Authored by: Wol on Thursday, May 17 2012 @ 01:56 PM EDT
Joshua Bloch.

At least the rangeCheck part of it.

(Oh - and THAT was copied from Python)

Cheers,
Wol

[ Reply to This | Parent | # ]

er? Google should get a JOML on this.
Authored by: bugstomper on Thursday, May 17 2012 @ 03:38 PM EDT
No, the sequence is really simple, which by Muphry's Law (and no, that's not a
typo, look it up in Wikipedia) I am bound to get wrong when I say it here:

Joshua Bloch wrote the class java.util.Arrays (not arraylist or ArrayList or
Array, but java.util.Arrays which I will now refer to as Arrays) while an
employee at Sun, therefore as a work for hire Sun owned the copyright.

Arrays is a class that contains several public static methods that do useful
things with objects in the Array class, including sort and fill methods. A few
of those methods take as arguments a start and end index parameter and are
specified as throwing certain exceptions if those parameters are out of the
proper range for an index for the Array object that is passed in.
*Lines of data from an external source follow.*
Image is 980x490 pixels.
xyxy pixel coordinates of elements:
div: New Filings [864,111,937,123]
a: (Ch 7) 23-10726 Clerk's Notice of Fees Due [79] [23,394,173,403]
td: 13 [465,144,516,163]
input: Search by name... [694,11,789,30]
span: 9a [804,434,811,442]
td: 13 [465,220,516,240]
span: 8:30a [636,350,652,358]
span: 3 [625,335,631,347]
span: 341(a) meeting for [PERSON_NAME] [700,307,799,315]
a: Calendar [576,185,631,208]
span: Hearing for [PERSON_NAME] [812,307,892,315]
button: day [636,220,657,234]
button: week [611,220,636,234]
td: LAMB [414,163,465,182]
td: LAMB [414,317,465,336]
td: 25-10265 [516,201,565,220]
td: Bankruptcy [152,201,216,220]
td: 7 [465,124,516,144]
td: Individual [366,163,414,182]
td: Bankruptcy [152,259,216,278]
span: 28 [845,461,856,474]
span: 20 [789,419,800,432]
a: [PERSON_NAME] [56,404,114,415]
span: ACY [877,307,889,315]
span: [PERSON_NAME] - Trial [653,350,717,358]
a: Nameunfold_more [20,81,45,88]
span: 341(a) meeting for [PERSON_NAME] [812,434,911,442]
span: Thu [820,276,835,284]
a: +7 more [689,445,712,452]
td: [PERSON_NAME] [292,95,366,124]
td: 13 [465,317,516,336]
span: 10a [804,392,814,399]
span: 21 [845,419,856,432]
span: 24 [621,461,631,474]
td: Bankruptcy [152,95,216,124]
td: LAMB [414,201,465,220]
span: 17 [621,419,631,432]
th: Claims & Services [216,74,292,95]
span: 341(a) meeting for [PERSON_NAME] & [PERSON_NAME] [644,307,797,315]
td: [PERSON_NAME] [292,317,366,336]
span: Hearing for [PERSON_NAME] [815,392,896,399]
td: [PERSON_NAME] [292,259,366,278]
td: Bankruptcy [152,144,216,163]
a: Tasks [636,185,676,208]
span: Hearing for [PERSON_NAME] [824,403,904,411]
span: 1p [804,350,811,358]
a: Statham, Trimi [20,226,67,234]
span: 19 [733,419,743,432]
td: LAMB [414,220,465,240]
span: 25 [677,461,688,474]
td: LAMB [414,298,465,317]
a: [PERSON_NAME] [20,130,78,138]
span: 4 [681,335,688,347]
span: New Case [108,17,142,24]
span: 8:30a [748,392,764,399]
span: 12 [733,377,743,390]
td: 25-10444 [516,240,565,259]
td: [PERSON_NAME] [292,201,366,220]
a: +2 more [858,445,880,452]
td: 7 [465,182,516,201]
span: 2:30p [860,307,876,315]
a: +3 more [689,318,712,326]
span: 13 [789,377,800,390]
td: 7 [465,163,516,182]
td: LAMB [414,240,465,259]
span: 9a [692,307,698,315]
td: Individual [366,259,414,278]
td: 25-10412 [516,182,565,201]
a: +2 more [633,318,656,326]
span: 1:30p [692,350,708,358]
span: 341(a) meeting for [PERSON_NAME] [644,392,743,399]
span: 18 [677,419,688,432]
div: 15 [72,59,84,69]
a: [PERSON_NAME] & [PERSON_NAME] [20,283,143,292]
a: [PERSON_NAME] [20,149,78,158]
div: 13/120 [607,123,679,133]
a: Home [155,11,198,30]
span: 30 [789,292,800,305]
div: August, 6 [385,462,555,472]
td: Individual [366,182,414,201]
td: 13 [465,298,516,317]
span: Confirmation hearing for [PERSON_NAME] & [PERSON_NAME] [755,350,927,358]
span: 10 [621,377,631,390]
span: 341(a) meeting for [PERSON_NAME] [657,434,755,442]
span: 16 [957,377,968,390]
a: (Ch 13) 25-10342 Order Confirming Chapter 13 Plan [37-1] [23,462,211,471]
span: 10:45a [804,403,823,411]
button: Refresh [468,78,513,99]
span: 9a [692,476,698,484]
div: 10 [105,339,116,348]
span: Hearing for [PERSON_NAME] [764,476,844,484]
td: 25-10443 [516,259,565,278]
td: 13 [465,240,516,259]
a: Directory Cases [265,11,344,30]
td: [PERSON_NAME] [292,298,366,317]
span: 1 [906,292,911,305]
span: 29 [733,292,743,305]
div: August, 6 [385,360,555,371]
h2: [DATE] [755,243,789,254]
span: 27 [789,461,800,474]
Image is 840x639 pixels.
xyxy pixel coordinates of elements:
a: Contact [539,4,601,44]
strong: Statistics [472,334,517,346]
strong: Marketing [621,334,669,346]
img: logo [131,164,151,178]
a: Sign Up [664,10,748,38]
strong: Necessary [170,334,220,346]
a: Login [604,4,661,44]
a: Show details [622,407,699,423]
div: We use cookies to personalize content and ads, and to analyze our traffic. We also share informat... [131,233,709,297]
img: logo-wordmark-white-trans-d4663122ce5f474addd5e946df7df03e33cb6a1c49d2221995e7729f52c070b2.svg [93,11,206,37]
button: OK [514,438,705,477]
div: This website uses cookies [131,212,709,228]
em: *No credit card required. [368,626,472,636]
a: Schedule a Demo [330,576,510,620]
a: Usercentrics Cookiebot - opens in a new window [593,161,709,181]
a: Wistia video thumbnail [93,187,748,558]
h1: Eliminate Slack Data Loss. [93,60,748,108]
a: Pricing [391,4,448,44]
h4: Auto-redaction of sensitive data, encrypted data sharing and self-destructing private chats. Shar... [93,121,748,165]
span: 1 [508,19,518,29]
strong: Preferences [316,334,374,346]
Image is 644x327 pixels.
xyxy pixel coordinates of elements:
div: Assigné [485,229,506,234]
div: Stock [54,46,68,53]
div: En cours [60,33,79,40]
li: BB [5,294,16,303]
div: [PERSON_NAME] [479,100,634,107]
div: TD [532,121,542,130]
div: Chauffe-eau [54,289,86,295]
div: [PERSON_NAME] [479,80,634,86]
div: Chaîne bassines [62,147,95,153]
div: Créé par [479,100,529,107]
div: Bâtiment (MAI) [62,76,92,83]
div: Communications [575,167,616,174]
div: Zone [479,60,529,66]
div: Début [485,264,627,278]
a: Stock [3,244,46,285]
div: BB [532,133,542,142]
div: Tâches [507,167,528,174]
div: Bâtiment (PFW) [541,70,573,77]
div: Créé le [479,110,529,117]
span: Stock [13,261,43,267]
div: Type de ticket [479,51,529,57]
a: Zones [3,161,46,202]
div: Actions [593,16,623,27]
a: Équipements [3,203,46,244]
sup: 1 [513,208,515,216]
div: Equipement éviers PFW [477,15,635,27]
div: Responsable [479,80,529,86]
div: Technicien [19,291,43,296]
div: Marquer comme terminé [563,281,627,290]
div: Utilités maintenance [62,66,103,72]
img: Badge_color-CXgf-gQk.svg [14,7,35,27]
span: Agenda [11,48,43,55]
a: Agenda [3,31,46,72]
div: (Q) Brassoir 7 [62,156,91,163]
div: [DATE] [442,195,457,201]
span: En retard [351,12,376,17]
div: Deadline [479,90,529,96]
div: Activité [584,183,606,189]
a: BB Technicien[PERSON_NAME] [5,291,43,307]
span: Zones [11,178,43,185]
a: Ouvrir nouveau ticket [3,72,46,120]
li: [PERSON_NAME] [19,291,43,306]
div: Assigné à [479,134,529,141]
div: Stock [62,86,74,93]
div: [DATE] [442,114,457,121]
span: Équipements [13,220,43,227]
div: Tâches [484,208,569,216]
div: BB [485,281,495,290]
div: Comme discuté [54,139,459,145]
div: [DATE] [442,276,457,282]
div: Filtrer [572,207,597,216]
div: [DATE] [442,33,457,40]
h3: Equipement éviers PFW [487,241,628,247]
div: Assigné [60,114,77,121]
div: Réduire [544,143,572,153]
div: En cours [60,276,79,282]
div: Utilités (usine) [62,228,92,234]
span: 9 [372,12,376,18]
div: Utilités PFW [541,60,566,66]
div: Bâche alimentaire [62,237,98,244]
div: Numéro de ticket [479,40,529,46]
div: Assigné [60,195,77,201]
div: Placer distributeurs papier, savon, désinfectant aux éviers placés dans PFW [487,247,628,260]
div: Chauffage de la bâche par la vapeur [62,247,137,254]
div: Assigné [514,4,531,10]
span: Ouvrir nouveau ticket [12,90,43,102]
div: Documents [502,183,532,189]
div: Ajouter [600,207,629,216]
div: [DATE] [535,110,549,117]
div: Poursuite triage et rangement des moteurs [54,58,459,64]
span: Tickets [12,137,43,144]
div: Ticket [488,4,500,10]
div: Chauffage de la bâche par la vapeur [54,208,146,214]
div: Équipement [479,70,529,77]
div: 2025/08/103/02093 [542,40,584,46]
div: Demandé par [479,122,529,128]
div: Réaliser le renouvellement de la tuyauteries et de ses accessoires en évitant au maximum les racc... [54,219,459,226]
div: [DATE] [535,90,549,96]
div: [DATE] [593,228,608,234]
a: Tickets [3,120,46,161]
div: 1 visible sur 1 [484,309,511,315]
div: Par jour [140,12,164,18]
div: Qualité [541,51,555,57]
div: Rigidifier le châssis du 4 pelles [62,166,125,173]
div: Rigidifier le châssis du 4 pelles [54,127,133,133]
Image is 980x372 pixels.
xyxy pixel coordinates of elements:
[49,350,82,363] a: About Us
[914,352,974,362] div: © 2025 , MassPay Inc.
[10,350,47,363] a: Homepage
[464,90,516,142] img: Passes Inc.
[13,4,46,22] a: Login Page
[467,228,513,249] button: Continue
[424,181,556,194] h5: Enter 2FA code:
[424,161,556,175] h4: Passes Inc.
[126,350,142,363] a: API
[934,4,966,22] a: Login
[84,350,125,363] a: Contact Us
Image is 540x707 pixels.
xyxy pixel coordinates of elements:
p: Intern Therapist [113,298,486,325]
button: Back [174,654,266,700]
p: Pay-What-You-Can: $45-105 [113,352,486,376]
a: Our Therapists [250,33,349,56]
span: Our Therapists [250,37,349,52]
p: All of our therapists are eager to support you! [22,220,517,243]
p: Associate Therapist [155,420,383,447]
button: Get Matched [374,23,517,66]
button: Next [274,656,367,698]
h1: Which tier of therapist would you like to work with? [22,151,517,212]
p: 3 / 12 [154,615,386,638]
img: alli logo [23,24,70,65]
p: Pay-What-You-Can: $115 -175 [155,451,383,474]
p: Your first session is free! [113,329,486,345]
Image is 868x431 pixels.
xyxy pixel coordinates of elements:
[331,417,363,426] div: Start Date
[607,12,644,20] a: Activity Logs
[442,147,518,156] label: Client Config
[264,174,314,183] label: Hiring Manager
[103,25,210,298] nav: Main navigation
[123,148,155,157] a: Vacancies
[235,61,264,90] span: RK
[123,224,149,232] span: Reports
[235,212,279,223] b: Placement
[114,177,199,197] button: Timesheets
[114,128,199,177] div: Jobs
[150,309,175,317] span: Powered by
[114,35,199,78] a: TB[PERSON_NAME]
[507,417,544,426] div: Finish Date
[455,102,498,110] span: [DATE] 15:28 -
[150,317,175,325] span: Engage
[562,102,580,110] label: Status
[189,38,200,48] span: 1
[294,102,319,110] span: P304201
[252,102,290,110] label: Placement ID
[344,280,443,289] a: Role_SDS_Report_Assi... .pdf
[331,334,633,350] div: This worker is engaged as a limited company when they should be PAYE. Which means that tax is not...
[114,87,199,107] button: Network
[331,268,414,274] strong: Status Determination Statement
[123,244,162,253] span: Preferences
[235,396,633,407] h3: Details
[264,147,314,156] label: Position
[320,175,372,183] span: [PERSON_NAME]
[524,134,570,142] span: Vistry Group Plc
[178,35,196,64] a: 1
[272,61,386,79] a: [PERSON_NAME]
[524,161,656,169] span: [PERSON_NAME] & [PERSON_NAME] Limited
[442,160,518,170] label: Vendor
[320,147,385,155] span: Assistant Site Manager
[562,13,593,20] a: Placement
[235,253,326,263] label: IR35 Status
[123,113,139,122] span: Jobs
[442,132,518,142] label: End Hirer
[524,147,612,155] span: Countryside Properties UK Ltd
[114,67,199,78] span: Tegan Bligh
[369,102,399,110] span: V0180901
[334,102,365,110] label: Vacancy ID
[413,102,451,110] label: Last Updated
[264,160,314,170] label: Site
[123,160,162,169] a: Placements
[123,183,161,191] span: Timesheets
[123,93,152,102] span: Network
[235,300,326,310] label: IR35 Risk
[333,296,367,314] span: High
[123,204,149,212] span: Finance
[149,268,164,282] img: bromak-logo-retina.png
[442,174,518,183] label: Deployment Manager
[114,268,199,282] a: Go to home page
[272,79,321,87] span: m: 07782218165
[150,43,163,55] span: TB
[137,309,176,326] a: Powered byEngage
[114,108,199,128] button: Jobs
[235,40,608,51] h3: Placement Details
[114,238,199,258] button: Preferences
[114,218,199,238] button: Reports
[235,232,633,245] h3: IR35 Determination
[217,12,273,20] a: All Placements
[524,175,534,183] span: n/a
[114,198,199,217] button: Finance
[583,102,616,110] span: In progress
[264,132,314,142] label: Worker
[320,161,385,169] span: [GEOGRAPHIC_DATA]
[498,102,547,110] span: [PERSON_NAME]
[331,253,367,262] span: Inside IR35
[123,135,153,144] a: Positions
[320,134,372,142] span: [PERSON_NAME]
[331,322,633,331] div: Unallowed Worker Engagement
Bloch wrote, as part of the Arrays class, a private method called rangeCheck
that was called by each of those methods that had to check for valid start and
end index arguments, because all had to do the same chack and throw the same
exception in the case of error.

Later, while a Google employee not yet on the Android team and on his own time
he wrote a new class called TimSort by translating the algorithm of a very fast
python sort routine into Java that he wrote to contribute to OpenJDK. The python
version did not have the range checking and exception handling in it, so he
wrote the rangeCheck method again for TimSort, making it produce the identical
exception messages in the identical circumstances as did the one used by the
sort method in Arrays. The behavior was meant to be identical because
TimSort.sort was supposed to be a drop-in replacement for Arrays.sort that
behaves the same only much faster. Bloch testified that he did not recall if he
copied rangeCheck by having the 3-statement function memorized or if he looked
it up, but either way he copied it. That was no problem because he wrote TimSort
to donate to OpenJDK, where it was going to be part of Sun's GPL release along
with the original java.util.Arrays which contained his original rangeCheck.
Also, he intended for the OpenJDK developers to eventually change Arrays to
declare the rangeCheck method public and then remove the none lines from
TimSort, replacing the calls in TimSort that used that private method to instead
call the newly public Arrays.rangeCheck().

Some time after contributing TimSort to OpenJDK, he also contributed it to
Android. The terms of the contributer agreements of both projects left him
owning the copyright to TimSort, so Sun had rights to use but did not own
TimSort itself, and allowed him to release it under the different licenses of
the two projects.

However he forgot about rangeCheck copyright in regards to Android. Near the end
of 2010, I think even before Oracle identified the copying and told Google about
it, rangeCheck was removed from the Android version of TimSort as originally
planned, replaced with a call into Arrays.